Even if you’re only looking at hard, cold, ROI, an understanding of the psychology at work behind a successful campaign is essential in being able to replicate previous successes. When two campaigns, informed by the same numbers, have very different results you need to ask yourself... why?
As advertising continues to become more commoditized, it will be harder and harder to differentiate the offers. A “secret formula” developed by one party can easily be copied by another. Every brand will be following us around in our digital and even physical lives, trying to out-shout each other to get our attention.
Now imagine being that consumer, trying to filter out the noise, and happening upon something that grabs your attention. Not just because it wore down your defences, but because it disarmed you by surprising you with an original idea. It made you think differently about something that’s important to you. It could be as low-key as a poster on a wall, or as elaborate as an intriguing video that showed up in your social feed at exactly the right time and place. Whether your exposure to that idea was entirely happenstance or meticulously planned, what gets your attention is that it is talking to you. And it’s doing it in a nuanced and understanding way. An empathetic way.
Because nothing knows the infinite complexity of the human mind better than another one.
So next time you’re looking to hire an agency, or a member of your own team, pay attention to how well they “get” you.
And think about how well they’ll be able to reach your customers and clients.
Strategy Director + FCMO at Xactly Design & Advertising.

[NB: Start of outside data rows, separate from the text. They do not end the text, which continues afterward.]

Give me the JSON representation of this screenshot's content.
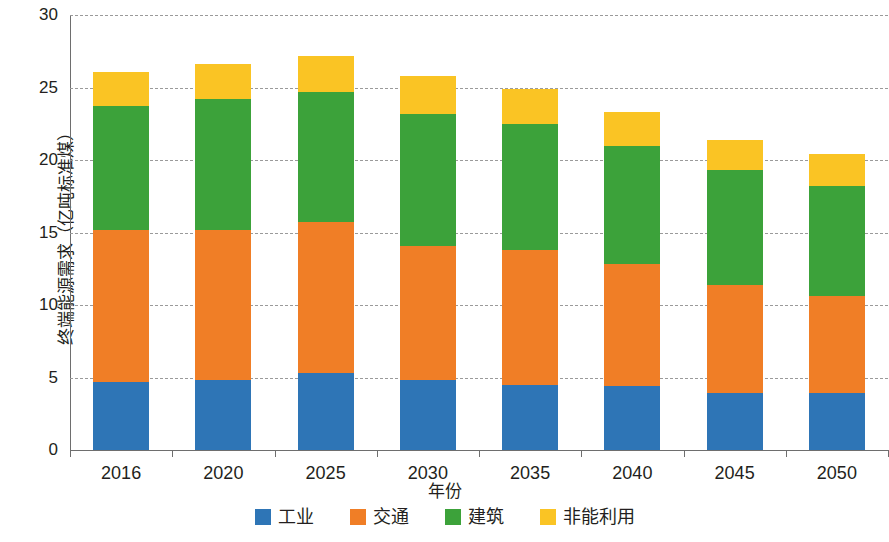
{
  "chart_data": {
    "type": "bar",
    "stacked": true,
    "title": "",
    "xlabel": "年份",
    "ylabel": "终端能源需求（亿吨标准煤）",
    "categories": [
      "2016",
      "2020",
      "2025",
      "2030",
      "2035",
      "2040",
      "2045",
      "2050"
    ],
    "ylim": [
      0,
      30
    ],
    "yticks": [
      0,
      5,
      10,
      15,
      20,
      25,
      30
    ],
    "grid": true,
    "legend_position": "bottom",
    "series": [
      {
        "name": "工业",
        "color": "#2E75B6",
        "values": [
          4.7,
          4.8,
          5.3,
          4.8,
          4.5,
          4.4,
          3.9,
          3.9
        ]
      },
      {
        "name": "交通",
        "color": "#F07E26",
        "values": [
          10.5,
          10.4,
          10.4,
          9.3,
          9.3,
          8.4,
          7.5,
          6.7
        ]
      },
      {
        "name": "建筑",
        "color": "#3CA23A",
        "values": [
          8.5,
          9.0,
          9.0,
          9.1,
          8.7,
          8.2,
          7.9,
          7.6
        ]
      },
      {
        "name": "非能利用",
        "color": "#FAC424",
        "values": [
          2.4,
          2.4,
          2.5,
          2.6,
          2.4,
          2.3,
          2.1,
          2.2
        ]
      }
    ],
    "totals": [
      26.1,
      26.6,
      27.2,
      25.8,
      24.9,
      23.3,
      21.4,
      20.4
    ],
    "axis_color": "#6e6e6e",
    "grid_color": "#9a9a9a"
  }
}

Brand and Marketing Consultant at Avenir Brand.
4 年I share your thinking Tom. Great advertising remains an emotional play and empathy is vital - in a creative brief we look for the consumer insight, ie what makes the consumer feel that way? And then address that insight with the creative solution in whichever channel suits the need. Tech, data, analytics are important to understand how the creative is performing but alone will do little. Having had the pleasure of working with you I'd say you're currently thinking similar! BB
Producer & YouTube Lead at Podcast Nation
4 年Your empathy as a leader is evident, Tom! Grateful for your leadership.